7. Story Image Gallery —
gallery.php
Per-story image gallery (cover first, then every scene that has an image; image-less scenes skipped).
- Data seam —
get_gallery_items(int $storyID): array(db_functions.php) returns ordered{type, id, title, src}items, resolving shadow-draft image folders like summary/editor do. This single function is the extension point for an eventual (deferred) global gallery. gallery.phprenders the tile grid server-side and embeds the items as JSON forgallery.js(lightbox: prev/next wrap-around, keyboard nav, filmstrip).styles/gallery.csssizes tiles from thegallery_*settings. The same lightbox is reused ineditor.phpto enlarge thumbnails.- Access is owner/admin only, entered from the editor’s Scenes header and the summary page.
8. Data-Driven
Content Layer — data.php + data/*.json
data.php provides load_data_json('name')
(cached read of data/name.json). Content that used to be
hardcoded now lives in JSON so it can grow without code edits:
premises.json— genre-tagged premise seeds. On a blank premise,ai_pick_seed()draws one (filtered by genre, or the whole list when genre is “Any”); batch/CLI runs pick without replacement to avoid near-duplicate stories.audiences.json— audience keys + writing guidance injected into prompts.themes.json/play_fonts.json— theme engine inputs (see §6).

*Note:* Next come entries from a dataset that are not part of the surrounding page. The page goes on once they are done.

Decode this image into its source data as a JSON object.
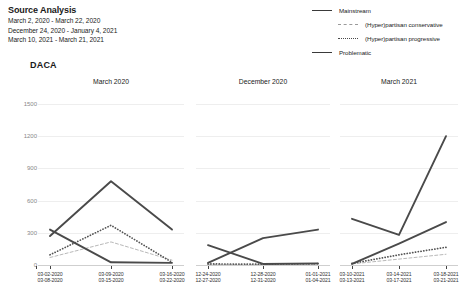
{
  "header": {
    "title": "Source Analysis",
    "date_ranges": [
      "March 2, 2020 - March 22, 2020",
      "December 24, 2020 - January 4, 2021",
      "March 10, 2021 - March 21, 2021"
    ]
  },
  "legend": {
    "items": [
      {
        "label": "Mainstream",
        "style": "solid",
        "color": "#3a3a3a",
        "indent": false
      },
      {
        "label": "(Hyper)partisan conservative",
        "style": "dash",
        "color": "#9a9a9a",
        "indent": true
      },
      {
        "label": "(Hyper)partisan progressive",
        "style": "dot",
        "color": "#4a4a4a",
        "indent": true
      },
      {
        "label": "Problematic",
        "style": "solid",
        "color": "#3a3a3a",
        "indent": false
      }
    ]
  },
  "chart_data": {
    "type": "line",
    "title": "DACA",
    "xlabel": "",
    "ylabel": "",
    "ylim": [
      0,
      1500
    ],
    "yticks": [
      0,
      300,
      600,
      900,
      1200,
      1500
    ],
    "grid": true,
    "legend_position": "top-right",
    "panels": [
      {
        "title": "March 2020",
        "x": [
          "03-02-2020\n03-08-2020",
          "03-09-2020\n03-15-2020",
          "03-16-2020\n03-22-2020"
        ],
        "xticks": [
          {
            "line1": "03-02-2020",
            "line2": "03-08-2020"
          },
          {
            "line1": "03-09-2020",
            "line2": "03-15-2020"
          },
          {
            "line1": "03-16-2020",
            "line2": "03-22-2020"
          }
        ],
        "series": [
          {
            "name": "Mainstream",
            "style": "solid",
            "color": "#4a4a4a",
            "values": [
              270,
              780,
              330
            ]
          },
          {
            "name": "(Hyper)partisan conservative",
            "style": "dash",
            "color": "#b0b0b0",
            "values": [
              70,
              215,
              45
            ]
          },
          {
            "name": "(Hyper)partisan progressive",
            "style": "dot",
            "color": "#555555",
            "values": [
              95,
              370,
              25
            ]
          },
          {
            "name": "Problematic",
            "style": "solid",
            "color": "#4a4a4a",
            "values": [
              330,
              25,
              20
            ]
          }
        ]
      },
      {
        "title": "December 2020",
        "x": [
          "12-24-2020\n12-27-2020",
          "12-28-2020\n12-31-2020",
          "01-01-2021\n01-04-2021"
        ],
        "xticks": [
          {
            "line1": "12-24-2020",
            "line2": "12-27-2020"
          },
          {
            "line1": "12-28-2020",
            "line2": "12-31-2020"
          },
          {
            "line1": "01-01-2021",
            "line2": "01-04-2021"
          }
        ],
        "series": [
          {
            "name": "Mainstream",
            "style": "solid",
            "color": "#4a4a4a",
            "values": [
              20,
              250,
              330
            ]
          },
          {
            "name": "(Hyper)partisan conservative",
            "style": "dash",
            "color": "#b0b0b0",
            "values": [
              5,
              5,
              5
            ]
          },
          {
            "name": "(Hyper)partisan progressive",
            "style": "dot",
            "color": "#555555",
            "values": [
              10,
              8,
              12
            ]
          },
          {
            "name": "Problematic",
            "style": "solid",
            "color": "#4a4a4a",
            "values": [
              185,
              10,
              15
            ]
          }
        ]
      },
      {
        "title": "March 2021",
        "x": [
          "03-10-2021\n03-13-2021",
          "03-14-2021\n03-17-2021",
          "03-18-2021\n03-21-2021"
        ],
        "xticks": [
          {
            "line1": "03-10-2021",
            "line2": "03-13-2021"
          },
          {
            "line1": "03-14-2021",
            "line2": "03-17-2021"
          },
          {
            "line1": "03-18-2021",
            "line2": "03-21-2021"
          }
        ],
        "series": [
          {
            "name": "Mainstream",
            "style": "solid",
            "color": "#4a4a4a",
            "values": [
              430,
              280,
              1200
            ]
          },
          {
            "name": "(Hyper)partisan conservative",
            "style": "dash",
            "color": "#b0b0b0",
            "values": [
              10,
              55,
              100
            ]
          },
          {
            "name": "(Hyper)partisan progressive",
            "style": "dot",
            "color": "#555555",
            "values": [
              15,
              95,
              165
            ]
          },
          {
            "name": "Problematic",
            "style": "solid",
            "color": "#4a4a4a",
            "values": [
              10,
              200,
              400
            ]
          }
        ]
      }
    ]
  }
}
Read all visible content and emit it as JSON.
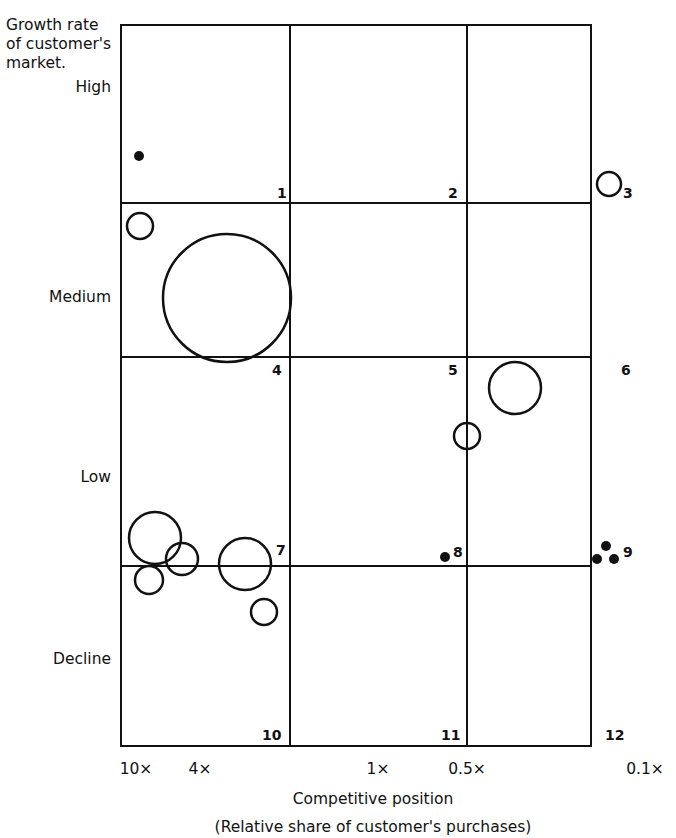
{
  "chart_data": {
    "type": "scatter",
    "subtype": "bubble-matrix",
    "title": "",
    "ylabel": "Growth rate of customer's market.",
    "xlabel": "Competitive position",
    "xlabel_sub": "(Relative share of customer's purchases)",
    "y_categories": [
      "High",
      "Medium",
      "Low",
      "Decline"
    ],
    "x_tick_labels": [
      "10×",
      "4×",
      "1×",
      "0.5×",
      "0.1×"
    ],
    "grid": {
      "rows": 4,
      "cols": 3,
      "cell_numbers": [
        "1",
        "2",
        "3",
        "4",
        "5",
        "6",
        "7",
        "8",
        "9",
        "10",
        "11",
        "12"
      ]
    },
    "points": [
      {
        "cell": 1,
        "x_px": 139,
        "y_px": 156,
        "r": 5,
        "filled": true
      },
      {
        "cell": 3,
        "x_px": 609,
        "y_px": 184,
        "r": 12,
        "filled": false
      },
      {
        "cell": 4,
        "x_px": 140,
        "y_px": 226,
        "r": 13,
        "filled": false
      },
      {
        "cell": 4,
        "x_px": 227,
        "y_px": 298,
        "r": 64,
        "filled": false
      },
      {
        "cell": 6,
        "x_px": 515,
        "y_px": 388,
        "r": 26,
        "filled": false
      },
      {
        "cell": 5,
        "x_px": 467,
        "y_px": 436,
        "r": 13,
        "filled": false
      },
      {
        "cell": 7,
        "x_px": 155,
        "y_px": 538,
        "r": 26,
        "filled": false
      },
      {
        "cell": 7,
        "x_px": 182,
        "y_px": 559,
        "r": 16,
        "filled": false
      },
      {
        "cell": 7,
        "x_px": 149,
        "y_px": 580,
        "r": 14,
        "filled": false
      },
      {
        "cell": 7,
        "x_px": 245,
        "y_px": 564,
        "r": 26,
        "filled": false
      },
      {
        "cell": 10,
        "x_px": 264,
        "y_px": 612,
        "r": 13,
        "filled": false
      },
      {
        "cell": 8,
        "x_px": 445,
        "y_px": 557,
        "r": 5,
        "filled": true
      },
      {
        "cell": 9,
        "x_px": 606,
        "y_px": 546,
        "r": 5,
        "filled": true
      },
      {
        "cell": 9,
        "x_px": 597,
        "y_px": 559,
        "r": 5,
        "filled": true
      },
      {
        "cell": 9,
        "x_px": 614,
        "y_px": 559,
        "r": 5,
        "filled": true
      }
    ],
    "legend": null
  },
  "labels": {
    "ytitle": "Growth rate of customer's market.",
    "high": "High",
    "medium": "Medium",
    "low": "Low",
    "decline": "Decline",
    "x10": "10×",
    "x4": "4×",
    "x1": "1×",
    "x05": "0.5×",
    "x01": "0.1×",
    "xtitle": "Competitive position",
    "xsub": "(Relative share of customer's purchases)",
    "cells": [
      "1",
      "2",
      "3",
      "4",
      "5",
      "6",
      "7",
      "8",
      "9",
      "10",
      "11",
      "12"
    ]
  }
}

“Any” defaults: the create form’s Genre / Tone / Audience default to
Any; ai_resolve_story_params() expands
these to concrete random values in code before the job
is queued, so the AI always receives a concrete value while the UI stays
unconstrained. A blank image style resolves to one
random style for the whole story (ai_random_image_style())
so every image shares a look.
9.
Cross-Instance Story Transfer — cli/export_story.php /
cli/import_story.php
Moves a story between app instances (e.g. local ↔︎ host), which differ in IDs and image folders.

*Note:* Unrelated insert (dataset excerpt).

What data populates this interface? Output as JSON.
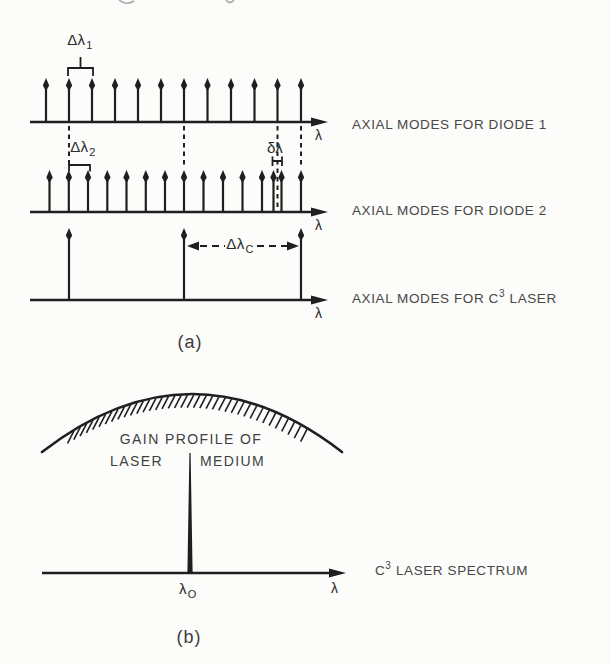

- Export writes a bundle directory:
story.json(story + scenes withtemp_id= original sceneID + choices referencing temp_ids) plus a copy of the image files. - Import recreates the story with fresh
IDs using the same two-pass remap as
clone_story()(create all scenes → write choices with remapped destinations), copies images into the newimages/stories/<newID>/, assigns an owner (--owner/--owner-email/ defaultMAIN_ADMIN), and imports as a draft. Missing images clear their reference; unresolvable choice destinations fall back to “ending”.